To be fair to May she would send anyone overseas to face a kangaroo court if the government asked her, but the case of Sheffield Hallam student Richard O'Dwyer is particularly unpleasant.

Under pressure from Hollywood, the US has started criminalising cases of piracy and using its legal system as a private police force for the studios. This unfortunately also means enforcing Big Content's view about what is a "crime".

A sensible home secretary would look at the charges that a British Citizen faces and question what he had done.

What O'Dwyer did was, when he was 19, open a website called tvshack.net which linked to places to watch TV and films online. In the UK this was not a crime - the movie studios complained and the CPS said it was not worth pursuing. So Big Content leaned on its tamed US cops to get an extradition on the kid so he could face the full wrath of US law.

In the US he could go to jail for a decade for doing something which is legal in the UK.

Needless to say that created a bit of stink with people who feel that May is ruining a kid's life just to keep the US government happy.
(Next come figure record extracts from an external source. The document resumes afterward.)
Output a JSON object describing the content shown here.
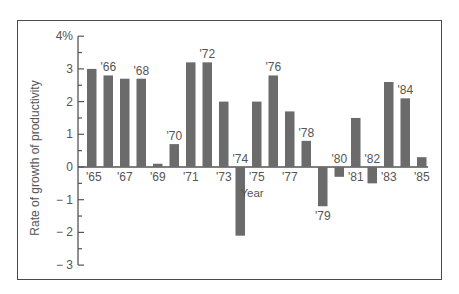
{
  "chart_data": {
    "type": "bar",
    "title": "",
    "xlabel": "Year",
    "ylabel": "Rate of growth of productivity",
    "ylim": [
      -3,
      4
    ],
    "yticks": [
      "4%",
      "3",
      "2",
      "1",
      "0",
      "-1",
      "-2",
      "-3"
    ],
    "grid": false,
    "legend": null,
    "categories": [
      "'65",
      "'66",
      "'67",
      "'68",
      "'69",
      "'70",
      "'71",
      "'72",
      "'73",
      "'74",
      "'75",
      "'76",
      "'77",
      "'78",
      "'79",
      "'80",
      "'81",
      "'82",
      "'83",
      "'84",
      "'85"
    ],
    "values": [
      3.0,
      2.8,
      2.7,
      2.7,
      0.1,
      0.7,
      3.2,
      3.2,
      2.0,
      -2.1,
      2.0,
      2.8,
      1.7,
      0.8,
      -1.2,
      -0.3,
      1.5,
      -0.5,
      2.6,
      2.1,
      0.3
    ],
    "label_positions": [
      "below-axis",
      "above-bar",
      "below-axis",
      "above-bar",
      "below-axis",
      "above-bar",
      "below-axis",
      "above-bar",
      "below-axis",
      "above-axis",
      "below-axis",
      "above-bar",
      "below-axis",
      "above-bar",
      "below-bar",
      "above-axis",
      "below-axis",
      "above-axis",
      "below-axis",
      "above-bar",
      "below-axis"
    ],
    "bar_color": "#6b6b6b"
  }
}
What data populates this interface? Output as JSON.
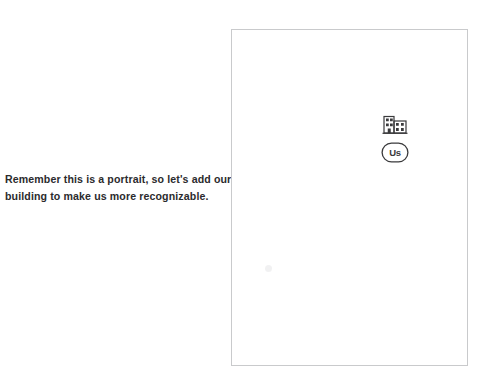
{
  "canvas": {
    "width": 490,
    "height": 392,
    "background_color": "#ffffff"
  },
  "caption": {
    "line1": "Remember this is a portrait, so let's add our",
    "line2": "building to make us more recognizable.",
    "text_color": "#2b2b2d"
  },
  "portrait": {
    "frame_label": "portrait-page",
    "border_color": "#c9cacc",
    "fill_color": "#ffffff",
    "logo": {
      "building_icon_name": "building-icon",
      "badge_text": "Us",
      "stroke_color": "#3a3a3c"
    }
  }
}
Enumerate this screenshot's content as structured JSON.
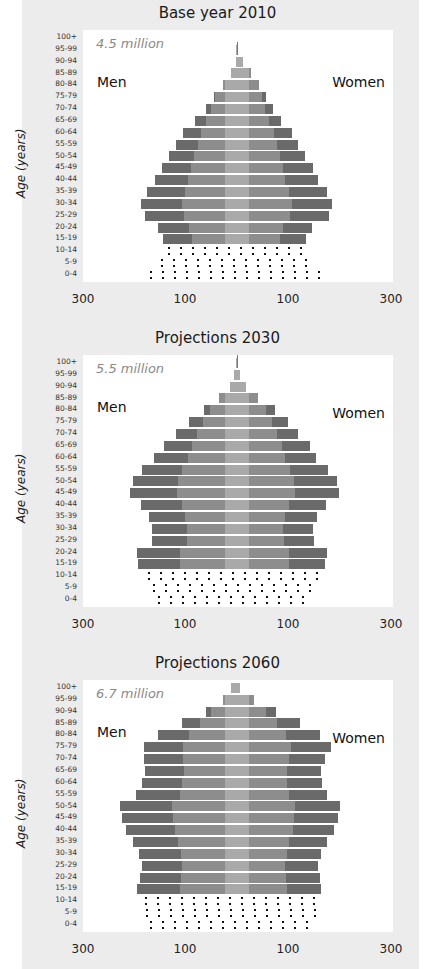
{
  "chart_data": [
    {
      "type": "bar",
      "subtype": "population-pyramid",
      "title": "Base year 2010",
      "total": "4.5 million",
      "left_label": "Men",
      "right_label": "Women",
      "ylabel": "Age (years)",
      "xticks": [
        "300",
        "100",
        "100",
        "300"
      ],
      "categories": [
        "100+",
        "95-99",
        "90-94",
        "85-89",
        "80-84",
        "75-79",
        "70-74",
        "65-69",
        "60-64",
        "55-59",
        "50-54",
        "45-49",
        "40-44",
        "35-39",
        "30-34",
        "25-29",
        "20-24",
        "15-19",
        "10-14",
        "5-9",
        "0-4"
      ],
      "series": [
        {
          "name": "Men",
          "values": [
            0,
            2,
            2,
            12,
            27,
            45,
            61,
            82,
            106,
            119,
            133,
            147,
            161,
            176,
            188,
            180,
            155,
            145,
            145,
            159,
            180
          ]
        },
        {
          "name": "Women",
          "values": [
            0,
            2,
            12,
            27,
            43,
            57,
            71,
            86,
            108,
            120,
            133,
            149,
            159,
            176,
            186,
            180,
            147,
            135,
            135,
            149,
            173
          ]
        }
      ],
      "projected_shading_rows": [
        "10-14",
        "5-9",
        "0-4"
      ],
      "unit": "thousands"
    },
    {
      "type": "bar",
      "subtype": "population-pyramid",
      "title": "Projections 2030",
      "total": "5.5 million",
      "left_label": "Men",
      "right_label": "Women",
      "ylabel": "Age (years)",
      "xticks": [
        "300",
        "100",
        "100",
        "300"
      ],
      "categories": [
        "100+",
        "95-99",
        "90-94",
        "85-89",
        "80-84",
        "75-79",
        "70-74",
        "65-69",
        "60-64",
        "55-59",
        "50-54",
        "45-49",
        "40-44",
        "35-39",
        "30-34",
        "25-29",
        "20-24",
        "15-19",
        "10-14",
        "5-9",
        "0-4"
      ],
      "series": [
        {
          "name": "Men",
          "values": [
            1,
            6,
            14,
            35,
            65,
            94,
            120,
            143,
            163,
            186,
            204,
            210,
            188,
            173,
            167,
            167,
            196,
            194,
            184,
            175,
            165
          ]
        },
        {
          "name": "Women",
          "values": [
            1,
            6,
            18,
            41,
            75,
            100,
            120,
            143,
            155,
            178,
            196,
            200,
            175,
            157,
            149,
            151,
            176,
            173,
            167,
            159,
            143
          ]
        }
      ],
      "projected_shading_rows": [
        "10-14",
        "5-9",
        "0-4"
      ],
      "unit": "thousands"
    },
    {
      "type": "bar",
      "subtype": "population-pyramid",
      "title": "Projections 2060",
      "total": "6.7 million",
      "left_label": "Men",
      "right_label": "Women",
      "ylabel": "Age (years)",
      "xticks": [
        "300",
        "100",
        "100",
        "300"
      ],
      "categories": [
        "100+",
        "95-99",
        "90-94",
        "85-89",
        "80-84",
        "75-79",
        "70-74",
        "65-69",
        "60-64",
        "55-59",
        "50-54",
        "45-49",
        "40-44",
        "35-39",
        "30-34",
        "25-29",
        "20-24",
        "15-19",
        "10-14",
        "5-9",
        "0-4"
      ],
      "series": [
        {
          "name": "Men",
          "values": [
            12,
            27,
            61,
            108,
            155,
            182,
            182,
            180,
            186,
            198,
            229,
            225,
            218,
            204,
            192,
            186,
            190,
            196,
            190,
            188,
            180
          ]
        },
        {
          "name": "Women",
          "values": [
            6,
            33,
            76,
            124,
            163,
            184,
            173,
            165,
            167,
            176,
            202,
            198,
            190,
            176,
            165,
            159,
            163,
            165,
            163,
            155,
            143
          ]
        }
      ],
      "projected_shading_rows": [
        "10-14",
        "5-9",
        "0-4"
      ],
      "unit": "thousands"
    }
  ],
  "colors": {
    "bar_dark": "#6a6a6a",
    "bar_mid": "#8d8d8d",
    "bar_light": "#a9a9a9",
    "panel_bg": "#ececec",
    "plot_bg": "#ffffff",
    "total_text": "#8a8a8a"
  }
}
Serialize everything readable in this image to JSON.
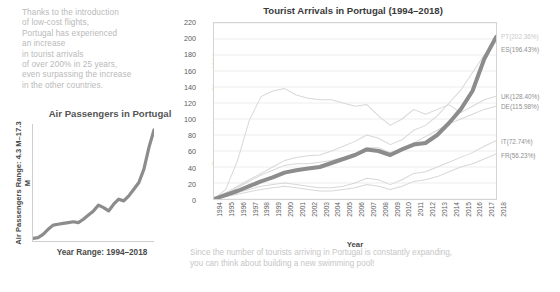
{
  "annotation": {
    "text": "Thanks to the introduction\nof low-cost flights,\nPortugal has experienced\nan increase\nin tourist arrivals\nof over 200% in 25 years,\neven surpassing the increase\nin the other countries."
  },
  "caption": {
    "text": "Since the number of tourists arriving in Portugal is constantly expanding,\nyou can think about building a new swimming pool!"
  },
  "sparkline": {
    "title": "Air Passengers in Portugal",
    "ylabel": "Air Passengers Range: 4.3 M–17.3 M",
    "xlabel": "Year Range: 1994–2018"
  },
  "main": {
    "title": "Tourist Arrivals in Portugal (1994–2018)",
    "xlabel": "Year",
    "ylabel": "Percentage Increase Since 1994"
  },
  "colors": {
    "highlight": "#8c8c8c",
    "muted": "#d8d8d8",
    "muted_label": "#c9c9c9",
    "dark_label": "#8f8f8f",
    "grid": "#eeeeee",
    "axis": "#d4d4d4",
    "annotation_text": "#b9b9b9"
  },
  "chart_data": {
    "type": "line",
    "title": "Tourist Arrivals in Portugal (1994–2018)",
    "xlabel": "Year",
    "ylabel": "Percentage Increase Since 1994",
    "grid": true,
    "legend": "right-edge-labels",
    "ylim": [
      0,
      220
    ],
    "yticks": [
      0,
      20,
      40,
      60,
      80,
      100,
      120,
      140,
      160,
      180,
      200,
      220
    ],
    "x": [
      1994,
      1995,
      1996,
      1997,
      1998,
      1999,
      2000,
      2001,
      2002,
      2003,
      2004,
      2005,
      2006,
      2007,
      2008,
      2009,
      2010,
      2011,
      2012,
      2013,
      2014,
      2015,
      2016,
      2017,
      2018
    ],
    "series": [
      {
        "name": "PT",
        "label": "PT(202.36%)",
        "final_value": 202.36,
        "highlight": true,
        "values": [
          0,
          5,
          10,
          16,
          22,
          27,
          33,
          36,
          38,
          40,
          45,
          50,
          55,
          62,
          60,
          55,
          62,
          68,
          70,
          80,
          95,
          112,
          135,
          175,
          202.36
        ]
      },
      {
        "name": "ES",
        "label": "ES(196.43%)",
        "final_value": 196.43,
        "highlight": false,
        "values": [
          0,
          8,
          16,
          24,
          32,
          40,
          48,
          52,
          54,
          55,
          60,
          66,
          72,
          80,
          76,
          68,
          74,
          86,
          92,
          104,
          120,
          136,
          158,
          180,
          196.43
        ]
      },
      {
        "name": "UK",
        "label": "UK(128.40%)",
        "final_value": 128.4,
        "highlight": false,
        "values": [
          0,
          12,
          48,
          98,
          128,
          135,
          138,
          130,
          126,
          124,
          124,
          120,
          116,
          118,
          104,
          92,
          100,
          112,
          106,
          112,
          118,
          108,
          116,
          124,
          128.4
        ]
      },
      {
        "name": "DE",
        "label": "DE(115.98%)",
        "final_value": 115.98,
        "highlight": false,
        "values": [
          0,
          6,
          14,
          22,
          30,
          36,
          42,
          44,
          44,
          46,
          48,
          52,
          56,
          64,
          64,
          58,
          62,
          70,
          78,
          86,
          94,
          100,
          106,
          112,
          115.98
        ]
      },
      {
        "name": "IT",
        "label": "IT(72.74%)",
        "final_value": 72.74,
        "highlight": false,
        "values": [
          0,
          4,
          8,
          12,
          16,
          18,
          20,
          18,
          16,
          14,
          14,
          16,
          20,
          26,
          24,
          18,
          24,
          32,
          34,
          40,
          46,
          52,
          58,
          66,
          72.74
        ]
      },
      {
        "name": "FR",
        "label": "FR(56.23%)",
        "final_value": 56.23,
        "highlight": false,
        "values": [
          0,
          3,
          6,
          9,
          12,
          14,
          16,
          14,
          12,
          10,
          10,
          12,
          14,
          18,
          16,
          12,
          16,
          22,
          24,
          28,
          34,
          40,
          44,
          50,
          56.23
        ]
      }
    ]
  },
  "spark_data": {
    "type": "line",
    "title": "Air Passengers in Portugal",
    "ylabel": "Air Passengers Range: 4.3 M–17.3 M",
    "xlabel": "Year Range: 1994–2018",
    "x": [
      1994,
      1995,
      1996,
      1997,
      1998,
      1999,
      2000,
      2001,
      2002,
      2003,
      2004,
      2005,
      2006,
      2007,
      2008,
      2009,
      2010,
      2011,
      2012,
      2013,
      2014,
      2015,
      2016,
      2017,
      2018
    ],
    "values": [
      4.3,
      4.4,
      4.8,
      5.4,
      5.9,
      6.0,
      6.1,
      6.2,
      6.3,
      6.2,
      6.6,
      7.1,
      7.6,
      8.3,
      8.0,
      7.6,
      8.4,
      9.0,
      8.8,
      9.4,
      10.2,
      11.0,
      12.6,
      15.2,
      17.3
    ],
    "ylim": [
      4.0,
      18.0
    ]
  }
}
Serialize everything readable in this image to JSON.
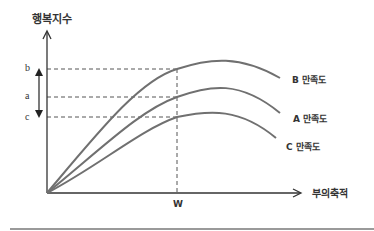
{
  "diagram": {
    "y_axis_title": "행복지수",
    "x_axis_title": "부의축적",
    "y_ticks": {
      "b": "b",
      "a": "a",
      "c": "c"
    },
    "x_ticks": {
      "w": "W"
    },
    "curves": [
      {
        "id": "B",
        "label": "B 만족도"
      },
      {
        "id": "A",
        "label": "A 만족도"
      },
      {
        "id": "C",
        "label": "C 만족도"
      }
    ],
    "colors": {
      "curve": "#707070",
      "axis": "#333333",
      "dashed": "#555555",
      "rule": "#9a9a9a"
    }
  }
}
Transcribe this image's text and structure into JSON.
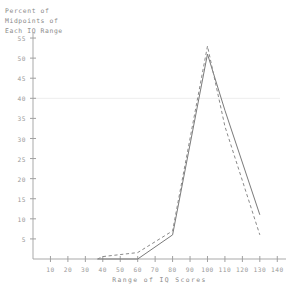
{
  "chart_data": {
    "type": "line",
    "title": "Percent of Midpoints of Each IQ Range",
    "title_lines": [
      "Percent  of",
      "Midpoints  of",
      "Each  IQ  Range"
    ],
    "xlabel": "Range  of   IQ   Scores",
    "ylabel": "",
    "xlim": [
      0,
      145
    ],
    "ylim": [
      0,
      57
    ],
    "xticks": [
      10,
      20,
      30,
      40,
      50,
      60,
      70,
      80,
      90,
      100,
      110,
      120,
      130,
      140
    ],
    "xtick_labels": [
      "10",
      "20",
      "30",
      "40",
      "50",
      "60",
      "70",
      "80",
      "90",
      "100",
      "110",
      "120",
      "130",
      "140"
    ],
    "yticks": [
      5,
      10,
      15,
      20,
      25,
      30,
      35,
      40,
      45,
      50,
      55
    ],
    "ytick_labels": [
      "5",
      "10",
      "15",
      "20",
      "25",
      "30",
      "35",
      "40",
      "45",
      "50",
      "55"
    ],
    "grid": false,
    "gridlines_y": [
      40
    ],
    "legend": null,
    "legend_position": "none",
    "series": [
      {
        "name": "solid",
        "style": "solid",
        "color": "#7a7a7a",
        "x": [
          37,
          60,
          80,
          100,
          110,
          130
        ],
        "values": [
          0,
          0,
          6,
          51,
          37,
          11
        ]
      },
      {
        "name": "dashed",
        "style": "dashed",
        "color": "#8a8a8a",
        "x": [
          37,
          40,
          60,
          80,
          100,
          110,
          130
        ],
        "values": [
          0,
          0.6,
          1.6,
          7,
          53,
          33,
          6
        ]
      }
    ]
  },
  "axis": {
    "x_caption": "Range  of   IQ   Scores"
  }
}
To make matters worse, a US citizen who carried out a crime in the UK would not be extradited back to face the music. The US is better at protecting its own citizens than May.

According to the Daily Telegraph, Theresa May has told the House of Commons that she will not revisit plans to extradite to the US on copyright charges, saying her mind was already made up.

This lady is not for turning and the usual rubbish.

May hopes that this will push her tough Margaret Thatcher style image, but the reality is that she just appears like a heartless careerist who would sell her own grandmother if she thought she could look good on the cover of the Daily Mail.

O'Dwyer's only hope now is a court appeal.

But May might be finding that she is facing a lot of public support for O'Dwyer. Wikipedia boss Jimmy Wales is arranging an army of celebrities to take her on.

He is quoted as saying May should be very clear that the case is not going to go away and new supporters are joining the campaign all the time.